Despite its charm, iPod, Therefore I Am might have examined more deeply what the obsession with carrying around our own musical tastes reveals about this generation. The iPod is only one extremely successful example of the more general privatisation of leisure time. How much pleasanter private space is today than 50 years ago: DVDs, iPods, home cinema, surround sound, broadband internet, instant downloads, 3G phones.
Where we once wound down after a hard day over a matey drink, in a kind of social third gear, we are now more likely to plug in the iPod and go to the gym. Being alone, in short, has never been less lonely.
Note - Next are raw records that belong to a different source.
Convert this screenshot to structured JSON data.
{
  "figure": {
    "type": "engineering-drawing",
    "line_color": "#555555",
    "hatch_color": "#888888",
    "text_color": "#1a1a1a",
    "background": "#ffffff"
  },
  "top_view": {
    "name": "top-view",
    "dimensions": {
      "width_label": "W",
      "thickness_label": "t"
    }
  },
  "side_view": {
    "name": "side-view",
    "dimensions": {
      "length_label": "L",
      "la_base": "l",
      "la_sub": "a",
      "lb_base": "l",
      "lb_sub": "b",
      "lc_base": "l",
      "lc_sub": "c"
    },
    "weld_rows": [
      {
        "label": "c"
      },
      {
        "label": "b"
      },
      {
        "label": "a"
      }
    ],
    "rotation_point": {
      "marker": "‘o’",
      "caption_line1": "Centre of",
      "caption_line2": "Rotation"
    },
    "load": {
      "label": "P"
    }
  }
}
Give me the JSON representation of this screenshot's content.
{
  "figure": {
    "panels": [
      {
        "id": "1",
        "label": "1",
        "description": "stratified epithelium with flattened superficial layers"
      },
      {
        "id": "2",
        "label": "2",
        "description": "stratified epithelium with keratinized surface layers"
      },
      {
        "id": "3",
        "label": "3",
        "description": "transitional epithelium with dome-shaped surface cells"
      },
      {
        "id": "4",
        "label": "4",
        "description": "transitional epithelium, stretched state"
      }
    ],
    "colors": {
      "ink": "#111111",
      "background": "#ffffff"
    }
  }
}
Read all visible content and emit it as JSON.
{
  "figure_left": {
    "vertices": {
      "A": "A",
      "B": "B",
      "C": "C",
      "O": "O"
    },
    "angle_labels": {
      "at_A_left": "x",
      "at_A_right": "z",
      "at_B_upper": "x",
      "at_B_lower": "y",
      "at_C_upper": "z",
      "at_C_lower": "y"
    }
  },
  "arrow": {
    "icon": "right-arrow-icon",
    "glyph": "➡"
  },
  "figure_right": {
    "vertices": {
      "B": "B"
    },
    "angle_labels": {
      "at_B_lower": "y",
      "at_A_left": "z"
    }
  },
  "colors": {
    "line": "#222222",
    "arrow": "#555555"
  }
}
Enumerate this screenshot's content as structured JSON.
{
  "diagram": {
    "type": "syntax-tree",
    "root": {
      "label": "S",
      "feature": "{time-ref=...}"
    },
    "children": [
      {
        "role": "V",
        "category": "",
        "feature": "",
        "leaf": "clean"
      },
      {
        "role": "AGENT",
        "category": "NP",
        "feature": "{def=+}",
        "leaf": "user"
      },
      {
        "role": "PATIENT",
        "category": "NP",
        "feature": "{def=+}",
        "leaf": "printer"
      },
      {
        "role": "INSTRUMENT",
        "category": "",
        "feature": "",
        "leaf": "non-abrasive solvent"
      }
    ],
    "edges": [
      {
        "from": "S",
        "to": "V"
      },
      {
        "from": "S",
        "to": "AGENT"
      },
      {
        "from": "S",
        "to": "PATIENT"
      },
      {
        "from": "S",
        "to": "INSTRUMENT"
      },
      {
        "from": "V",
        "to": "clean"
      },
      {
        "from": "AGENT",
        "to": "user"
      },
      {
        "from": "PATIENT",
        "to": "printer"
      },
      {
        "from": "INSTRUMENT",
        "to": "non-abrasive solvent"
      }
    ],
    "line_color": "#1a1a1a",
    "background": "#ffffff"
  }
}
Private time has been the winner, social life the loser. It is a question of options. Company, perhaps company we might not have wanted given a broader range of choices, was once the only available alternative to reading a book or sitting alone at home. For better or worse, it was the combination of conversation and alcohol — the working men’s club, the gentleman’s club, the public house — that shaped our society.
Generation iPod will not be so defined by drink and conversation. The craic, the shared memories of staving off boredom together, the narrative, the listening pack, the rotating narrators — it does not work with headphones on. It will become increasingly difficult, in fact, to drag people out of their homes at all. Swinging London and bohemian Greenwich Village are the past, the stuff of legend. Los Angeles-style gated suburbia is the future.
A further irony may await Generation iPod. Conversation might broaden the mind, Gibbon argued, but solitude is the school of genius. But even solitude isn’t what it used to be. Solitude is nicer, number, milder for Generation iPod. We can bumble along in a kind of emotional neutral. But it is real solitude — silent lonely solitude, the introspective sharp edge of our innermost thoughts — that prompts the creative and artistic urge. That is not meant to glamorise unhappiness. But it is what Gibbon meant by the school of genius — the hard and lonely training ground out of which come the greatest poems, paintings and symphonies.
Comfort, on the other hand, has the discomforting habit of leaving no trace or legacy. Maybe there is a danger that we will end up so busy filling our iPods with songs that we won’t get around to writing great ones of our own.